The main attraction at The Playboy Club is Amber Heard (Drive Angry) as Maureen, the newest Bunny to work at the Chicago Playboy Club. Hired as a cigarette girl (yes, they actually smoke on this series), her first week finds her pulled on the dance floor by a mob boss, nearly raped in a store room by that mob boss, and then her killing the mob boss with one of her stiletto heels. That’s all in the first ten minutes! Lucky for Maureen she is helped out by big shot lawyer, Nick Dalton (Cibrian), a rising star in Chicago politics who has past ties to, you guessed it, the dead mobster that Maureen took out.

 

Nick and Maureen somehow manage to drag the fat slab of the dead man into the alley of the Playboy Club, plop it in the truck of Nick’s car, and drive it to the river’s edge. After Nick wraps the body in a chain, they dump it in the river. In a different kind of series, one that took it’s time, we’d witness Maureen suffer from remorse and Nick comfort her, but like I said, there are too many stories to introduce; character development be damned.

Back in the club, we meet a large ensemble of mostly women and a few male characters. Carol (Laura Benati) is the original Bunny, which means she already old at, what, I guess age 30. She’s in a relationship with Nick, at least until she thinks he slept with Maureen. She finagles her way into helping run the Playboy Club, rankling the club manager, Billy, (David Krumholtz). Brenda (Naturi Naughton) is Maureen’s roommate and has aspirations to be the very first African American Playmate. Alice (Leah Renee) is sweet, married young woman who we discover, in the final minutes, is a lesbian and that her husband is actually a gay man. Finally there are Janie and Max (Jenna Dewan and Wes Ramsey) as young lovers trying to make their relationship work, even though clients are always fondling Janie.

Somewhere in all of that we also meet the son of the mob boss and introduce more gangsters who are looking for their missing leader. In addition, there are four musical numbers, including two by singers portraying Ike and Tina Turner. Apparently The Playboy Club is going to take a page from that other NBC 60’s series, American Dreams, and feature contemporary musicians playing icons from another era. I hear Ray Charles may be in a future episode.
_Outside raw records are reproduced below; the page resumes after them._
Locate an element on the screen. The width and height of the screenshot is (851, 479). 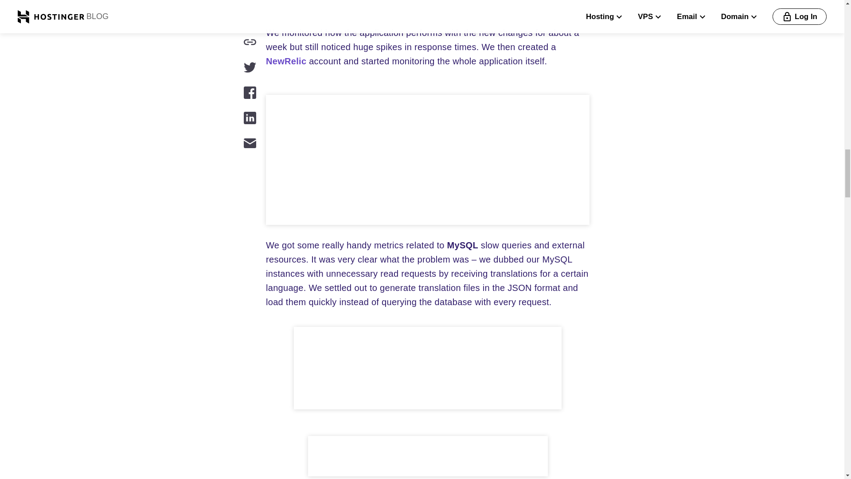
NewRelic is located at coordinates (286, 61).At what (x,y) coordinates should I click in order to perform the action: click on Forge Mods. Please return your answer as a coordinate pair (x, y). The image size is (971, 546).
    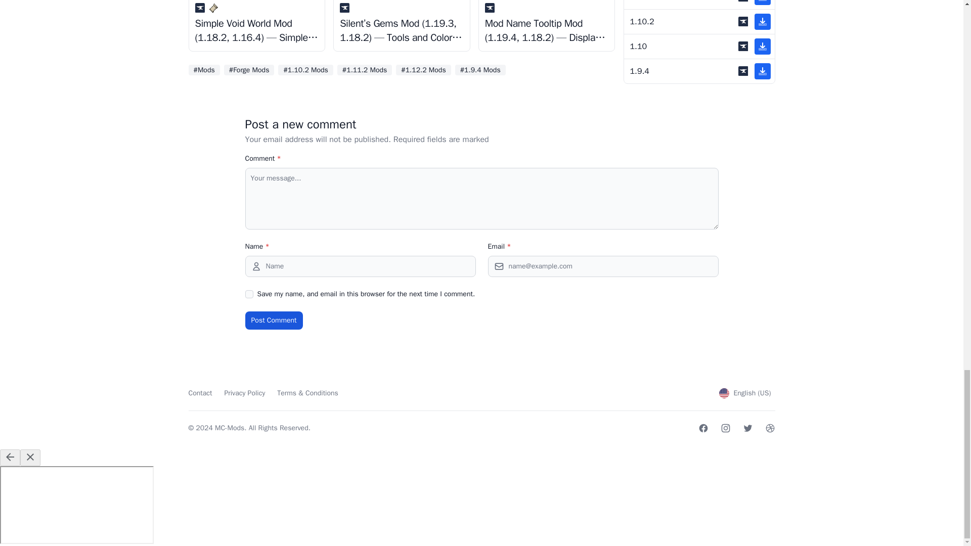
    Looking at the image, I should click on (249, 70). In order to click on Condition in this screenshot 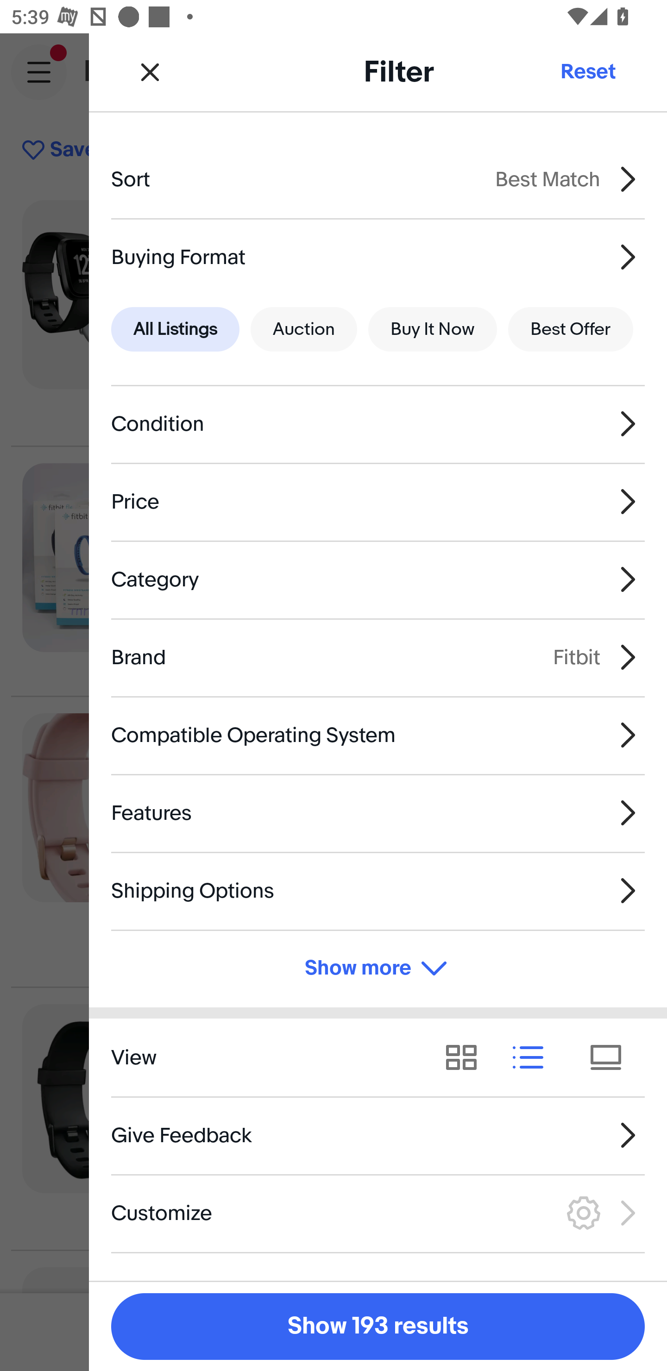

Note to The Playboy Club producers: If you want you show to have an authentic feel, use a live band on set and find a music producer who uses analog equipment and not Protools.

It continues to surprise me that in an era when Lost was a hit show and also garnered critical accolades, so many ensemble dramas give us too much in the pilot episode. The CW does a better job of building intrigue in so many of their shows and drawing viewers back week in and week out. Some may scoff at shows like The Vampire Diaries, but each episode is well paced and gives you a reason to tune in each week. Should the producers of The Playboy Club pull back the reigns and allow for their characters and stories to breathe, the show could become successful, creatively speaking, that is. The set up of the series is certainly interesting (who doesn’t love a good mob story?) and the cast is definitely up to the challenge. But if each episode is written and paced like the pilot, I won’t be coming back too many times. I’m sure I’m not the only one that feels that way.